Now we can bring this new bit of x down and to the left one place in L(x), and use it to infer the next bit of x

 

 

and so on. When we have completed this process we have the result

 

 

We must then verify that the most significant bit of x equals the least significant bit of L(x). (If it didn’t, then we would have shown that 43 has no predecessor.) Of course if we have started with a 1 as the least bit of x, we would have generated the complement xʹ = 011001 (25).

 

Likewise for any k we can determine the unique pair of integers that flow to k, if any such exist.  (The number zero flows to itself, and it's complement 2n − 1 also flows to zero.)  Exactly half of all the numbers (for any fixed binary length) have "predecessors" in this sense.  The others do not yield a consistent result to the above procedure when we try to wrap the last bit around.

 

In general, for n-bit strings, if we set n = m 2t  for some odd integer m, then every vertex of a cycle (as well as the number 0, which is periodic with period 1) is fed by a binary tree with 2t layers. Thus, if n is odd, as in the cases n = 3, 5, or 7 illustrated above, each vertex is fed by a single "external" number with no predecessors.
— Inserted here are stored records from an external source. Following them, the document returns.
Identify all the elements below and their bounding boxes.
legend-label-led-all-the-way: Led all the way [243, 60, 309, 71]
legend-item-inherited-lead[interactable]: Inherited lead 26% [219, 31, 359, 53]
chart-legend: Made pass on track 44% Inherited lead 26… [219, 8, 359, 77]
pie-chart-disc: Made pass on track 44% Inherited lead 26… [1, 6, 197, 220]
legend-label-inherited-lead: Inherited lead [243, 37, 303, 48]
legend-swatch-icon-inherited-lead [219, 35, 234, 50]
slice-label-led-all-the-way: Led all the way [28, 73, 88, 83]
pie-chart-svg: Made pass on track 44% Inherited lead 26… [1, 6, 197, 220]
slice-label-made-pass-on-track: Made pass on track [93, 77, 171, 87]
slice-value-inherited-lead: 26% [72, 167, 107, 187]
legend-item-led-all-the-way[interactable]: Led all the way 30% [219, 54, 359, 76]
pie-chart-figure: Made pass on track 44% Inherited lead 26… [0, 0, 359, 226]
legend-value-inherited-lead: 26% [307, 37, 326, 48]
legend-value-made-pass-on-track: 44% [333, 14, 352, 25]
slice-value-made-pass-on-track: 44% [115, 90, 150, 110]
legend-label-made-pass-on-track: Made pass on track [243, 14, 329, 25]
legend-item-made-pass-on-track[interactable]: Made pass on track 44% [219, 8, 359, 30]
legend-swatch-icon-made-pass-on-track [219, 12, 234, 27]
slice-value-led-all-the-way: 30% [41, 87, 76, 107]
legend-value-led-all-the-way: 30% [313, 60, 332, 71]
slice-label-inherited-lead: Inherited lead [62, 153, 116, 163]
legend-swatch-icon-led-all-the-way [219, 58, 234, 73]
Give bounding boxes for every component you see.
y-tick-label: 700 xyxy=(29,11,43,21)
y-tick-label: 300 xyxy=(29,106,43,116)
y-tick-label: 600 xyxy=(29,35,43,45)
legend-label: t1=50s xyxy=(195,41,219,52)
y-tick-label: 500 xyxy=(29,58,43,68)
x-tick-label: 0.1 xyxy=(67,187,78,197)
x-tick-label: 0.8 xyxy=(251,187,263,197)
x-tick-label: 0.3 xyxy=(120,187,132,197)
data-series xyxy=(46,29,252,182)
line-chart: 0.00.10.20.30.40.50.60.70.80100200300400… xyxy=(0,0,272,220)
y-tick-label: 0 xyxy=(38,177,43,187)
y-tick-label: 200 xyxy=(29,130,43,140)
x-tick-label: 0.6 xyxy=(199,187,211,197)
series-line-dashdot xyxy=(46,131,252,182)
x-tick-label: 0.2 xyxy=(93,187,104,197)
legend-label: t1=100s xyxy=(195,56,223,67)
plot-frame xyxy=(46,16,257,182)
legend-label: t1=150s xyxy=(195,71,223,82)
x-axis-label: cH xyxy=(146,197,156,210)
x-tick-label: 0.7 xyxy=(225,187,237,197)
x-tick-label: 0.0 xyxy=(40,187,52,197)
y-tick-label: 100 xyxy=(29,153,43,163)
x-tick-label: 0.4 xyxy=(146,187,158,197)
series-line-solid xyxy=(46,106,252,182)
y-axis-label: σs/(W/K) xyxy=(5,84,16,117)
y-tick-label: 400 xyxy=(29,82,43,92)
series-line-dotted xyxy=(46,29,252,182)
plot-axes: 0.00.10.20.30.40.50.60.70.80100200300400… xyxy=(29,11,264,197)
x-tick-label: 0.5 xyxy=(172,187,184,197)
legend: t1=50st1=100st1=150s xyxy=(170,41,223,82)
On the other hand, with n = 6 = 3(21) each vertex is fed by a binary tree with 2 levels. Also, with n = 4 = 22, each vertex (which is just zero in this case) is fed by a 4-layer binary tree.

 

Also, if d divides n, then the structures of n-bit numbers include copies of the d-bit structures with each number multiplied by (2n − 1)/(2d − 1) (mod 2n − 1), plus the appropriate size of binary tree into each vertex. For example, with n = 3 we had the simple triangular cycle (3,5,6) with each vertex fed by a single number. Since 6 is divisible by 3, we know that there must be a triangular structure with 6-bit strings, with the numbers multiplied by (26 − 1)/(23 − 1) = 63/7 = 9 modulo 63.  Indeed as we saw previously the 6-bit strings include a triangular cycle with the numbers (27,45,54), with each vertex fed by a two-level binary tree (because 6 is divisible by 2).

 

With these understandings we can infer the structures for larger values of n, based solely on the numbers of cycles of various lengths. Here is a brief table

 

 

The number of vertices is just the sum of products of cycles and lengths, and if we multiply each of these by 2E where E = 2t is the even part of n we get the total number of n-bit strings, which of course is 2n. For example, each vertex of an n = 12 structure is the base of a binary tree of 4 levels (because 4 is the highest power of 2 dividing 12), so each vertex implies 24 = 16 numbers.  Thus in total we have

 

 

We can characterize each cycle by its smallest term, and then easily generate the remaining terms, noting that the left-rotation of x is given by 2x modulo 2n − 1 (unless x = 2n − 1, in which case the left-rotation is simply 0).